The announcement, confirmed on Crossing Minds’ website and by updates to LinkedIn profiles of key executives, marks yet another strategic expansion for OpenAI beyond large language models and into practical AI tools designed to enhance online user experiences.
Founded in 2017 by Alexandre Robicquet, Emile Contal, and Dr. Michael Lomnitz, Crossing Minds established itself as an innovator in the personalization space.
The startup’s core technology analyzed customers’ real-time on-site behavior to generate precise product or content recommendations—without relying on personally identifiable information.
According to Crunchbase, the company secured more than $13.5 million in funding across multiple rounds, backed by prominent investors like Index Ventures, Shopify, Plug and Play, and Radical Ventures.
Its services were trusted by notable clients such as Intuit, Anthropic, Udacity, and Chanel, as confirmed by the firm’s archived website data.
Crossing Minds’ unique selling point was its emphasis on privacy, seeking to deliver high-quality recommendations without compromising user data—an approach increasingly in demand amid global regulatory scrutiny.
Why This Matters for OpenAI
The integration of Crossing Minds’ team into OpenAI signals a broader ambition for the ChatGPT-maker. While OpenAI has dominated headlines with its generative language models, it is clearly eyeing the commercial potential of AI-powered personalization tools.
In a statement on their website, Crossing Minds’ co-founders wrote:
“Joining OpenAI allows us to bring our work—and our values—into a mission we deeply respect: to ensure artificial general intelligence benefits all of humanity.
“We’re thrilled to bring our experience and energy to a team that’s setting the direction for the future of AI. We’re excited to learn, to contribute, and to help shape what’s next.”
Alexandre Robicquet has updated his LinkedIn bio to reflect a new role at OpenAI as “Research, Post-training and Agents.” However, it remains unclear whether all of Crossing Minds’ team members will make the transition.
The move comes amid fierce competition in the AI-powered recommendation space. Tech giants such as Google and newer players like Perplexity AI have been aggressively rolling out features to enhance shopping and content discovery experiences through machine learning.

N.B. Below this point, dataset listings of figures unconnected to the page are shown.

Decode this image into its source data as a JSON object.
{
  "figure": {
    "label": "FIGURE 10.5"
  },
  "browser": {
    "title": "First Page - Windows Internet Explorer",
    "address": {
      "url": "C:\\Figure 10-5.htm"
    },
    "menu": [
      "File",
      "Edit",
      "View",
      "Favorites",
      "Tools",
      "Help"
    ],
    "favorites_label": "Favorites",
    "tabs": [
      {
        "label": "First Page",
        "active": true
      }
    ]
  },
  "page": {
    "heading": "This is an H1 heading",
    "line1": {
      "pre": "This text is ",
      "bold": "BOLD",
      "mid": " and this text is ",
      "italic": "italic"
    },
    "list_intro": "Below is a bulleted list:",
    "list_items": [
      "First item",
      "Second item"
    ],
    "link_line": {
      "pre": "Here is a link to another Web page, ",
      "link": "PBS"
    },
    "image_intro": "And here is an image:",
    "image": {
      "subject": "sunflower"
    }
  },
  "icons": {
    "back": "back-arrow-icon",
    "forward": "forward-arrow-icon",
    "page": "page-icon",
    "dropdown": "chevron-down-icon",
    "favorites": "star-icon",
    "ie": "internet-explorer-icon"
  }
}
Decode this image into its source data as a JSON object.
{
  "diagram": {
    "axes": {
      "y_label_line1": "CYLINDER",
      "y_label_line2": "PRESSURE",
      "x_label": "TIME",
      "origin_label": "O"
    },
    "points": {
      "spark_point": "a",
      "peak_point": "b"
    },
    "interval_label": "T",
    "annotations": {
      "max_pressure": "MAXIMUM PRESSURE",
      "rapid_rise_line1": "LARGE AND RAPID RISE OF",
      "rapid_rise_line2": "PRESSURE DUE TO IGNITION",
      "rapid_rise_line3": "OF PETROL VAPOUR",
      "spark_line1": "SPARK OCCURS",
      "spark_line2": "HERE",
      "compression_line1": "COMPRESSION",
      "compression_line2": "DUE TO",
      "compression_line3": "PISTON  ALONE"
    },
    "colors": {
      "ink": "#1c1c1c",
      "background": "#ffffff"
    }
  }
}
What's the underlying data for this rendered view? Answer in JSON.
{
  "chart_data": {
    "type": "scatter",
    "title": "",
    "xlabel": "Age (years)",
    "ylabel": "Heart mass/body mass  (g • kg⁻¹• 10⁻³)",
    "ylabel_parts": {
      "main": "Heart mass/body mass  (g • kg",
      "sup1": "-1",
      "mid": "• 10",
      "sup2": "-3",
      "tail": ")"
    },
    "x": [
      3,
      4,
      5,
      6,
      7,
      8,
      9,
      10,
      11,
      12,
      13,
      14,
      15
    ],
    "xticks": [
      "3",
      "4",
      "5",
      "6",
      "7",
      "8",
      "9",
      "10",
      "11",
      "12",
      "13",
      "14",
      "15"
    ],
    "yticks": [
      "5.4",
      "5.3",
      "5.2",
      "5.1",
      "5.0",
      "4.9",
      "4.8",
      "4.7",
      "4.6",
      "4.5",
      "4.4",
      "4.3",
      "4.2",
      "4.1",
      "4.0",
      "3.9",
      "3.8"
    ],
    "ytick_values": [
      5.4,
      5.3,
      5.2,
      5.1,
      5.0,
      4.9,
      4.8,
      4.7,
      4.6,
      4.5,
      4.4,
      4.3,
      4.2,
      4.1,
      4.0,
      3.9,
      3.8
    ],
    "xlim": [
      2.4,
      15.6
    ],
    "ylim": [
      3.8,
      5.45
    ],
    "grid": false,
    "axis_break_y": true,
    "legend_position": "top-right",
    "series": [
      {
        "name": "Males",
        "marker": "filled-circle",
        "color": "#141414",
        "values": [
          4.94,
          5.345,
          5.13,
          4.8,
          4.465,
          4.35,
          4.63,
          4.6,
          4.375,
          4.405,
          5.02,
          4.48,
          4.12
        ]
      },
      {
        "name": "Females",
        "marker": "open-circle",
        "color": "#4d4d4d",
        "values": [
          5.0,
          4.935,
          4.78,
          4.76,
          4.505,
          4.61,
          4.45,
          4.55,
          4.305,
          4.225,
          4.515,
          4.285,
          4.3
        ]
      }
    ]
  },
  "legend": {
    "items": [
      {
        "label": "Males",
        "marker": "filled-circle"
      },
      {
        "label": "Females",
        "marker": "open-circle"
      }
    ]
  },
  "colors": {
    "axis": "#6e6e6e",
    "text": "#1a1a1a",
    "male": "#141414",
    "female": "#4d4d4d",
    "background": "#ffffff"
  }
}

Meanwhile, startups like Daydream are attracting significant venture capital to build AI shopping assistants.
According to research from Statista, global e-commerce sales exceeded $5.7 trillion in 2022, and are projected to grow further, highlighting the commercial stakes in developing more sophisticated recommendation tools.
For e-commerce businesses, the ability to deliver hyper-personalized experiences can directly influence conversion rates, customer loyalty, and revenue growth. However, privacy remains a growing concern, with regulators in Europe, the U.S., and other regions scrutinizing how user data is collected and utilized.
Talking Points
While this acquisition may seem distant from Africa, it carries significant implications. Nigeria and other African markets have vibrant e-commerce sectors but largely rely on imported AI solutions.

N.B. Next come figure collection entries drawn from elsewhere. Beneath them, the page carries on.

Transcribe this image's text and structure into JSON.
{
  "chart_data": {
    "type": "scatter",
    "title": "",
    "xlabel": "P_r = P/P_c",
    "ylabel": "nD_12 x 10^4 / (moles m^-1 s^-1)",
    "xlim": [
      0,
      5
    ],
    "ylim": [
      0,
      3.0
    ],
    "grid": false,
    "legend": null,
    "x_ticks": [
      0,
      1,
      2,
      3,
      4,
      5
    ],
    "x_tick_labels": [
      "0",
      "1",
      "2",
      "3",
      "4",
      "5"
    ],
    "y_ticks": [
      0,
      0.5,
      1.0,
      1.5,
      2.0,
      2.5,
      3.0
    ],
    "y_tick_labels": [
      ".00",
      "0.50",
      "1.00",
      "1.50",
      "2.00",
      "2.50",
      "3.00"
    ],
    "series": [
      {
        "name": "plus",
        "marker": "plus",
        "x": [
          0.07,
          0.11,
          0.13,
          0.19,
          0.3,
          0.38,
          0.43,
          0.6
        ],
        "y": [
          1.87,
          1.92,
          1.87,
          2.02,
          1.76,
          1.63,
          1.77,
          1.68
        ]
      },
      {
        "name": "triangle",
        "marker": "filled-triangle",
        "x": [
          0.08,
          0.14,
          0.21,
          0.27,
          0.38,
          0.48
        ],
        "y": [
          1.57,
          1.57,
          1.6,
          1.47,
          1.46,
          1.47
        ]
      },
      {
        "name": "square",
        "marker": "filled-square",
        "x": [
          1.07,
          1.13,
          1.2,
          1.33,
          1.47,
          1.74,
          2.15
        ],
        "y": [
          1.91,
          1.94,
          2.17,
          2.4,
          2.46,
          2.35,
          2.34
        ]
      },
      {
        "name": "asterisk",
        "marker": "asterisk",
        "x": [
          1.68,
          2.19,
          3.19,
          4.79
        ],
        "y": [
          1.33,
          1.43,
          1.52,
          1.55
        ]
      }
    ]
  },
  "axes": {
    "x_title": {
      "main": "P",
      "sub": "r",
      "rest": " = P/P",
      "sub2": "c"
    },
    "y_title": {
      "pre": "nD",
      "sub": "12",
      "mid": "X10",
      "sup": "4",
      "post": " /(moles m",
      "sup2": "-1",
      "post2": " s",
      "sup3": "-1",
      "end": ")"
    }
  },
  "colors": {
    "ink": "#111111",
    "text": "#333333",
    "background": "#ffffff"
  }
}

Africa is Watching from the Sidelines, Again. While OpenAI acquires talent and tools to deepen its dominance in global AI innovation, Africa remains largely a consumer, not a contributor, in this space. When was the last time a Nigerian or Kenyan AI startup was acquired at this level? Until African governments and VCs take AI investment seriously, the continent will remain a testing ground—not a tech leader.
Talent Drain, But Not Just a Brain Drain. It’s easy to celebrate brilliant minds like those at Crossing Minds moving into OpenAI, but here’s the hard truth: the world’s best minds are being consolidated into the U.S.-based AI monopolies. If we’re not careful, we’re handing over not just our data—but our future intelligence.
Africa Needs Its Own ‘Crossing Minds’. Startups like Crossing Minds are built around privacy-first, data-light innovation. Why isn’t Africa building its own alternatives, especially when data protection regulations here are fragile and often outdated? The region doesn’t need more TikTok clones—it needs AI solutions rooted in local ethics and infrastructure realities.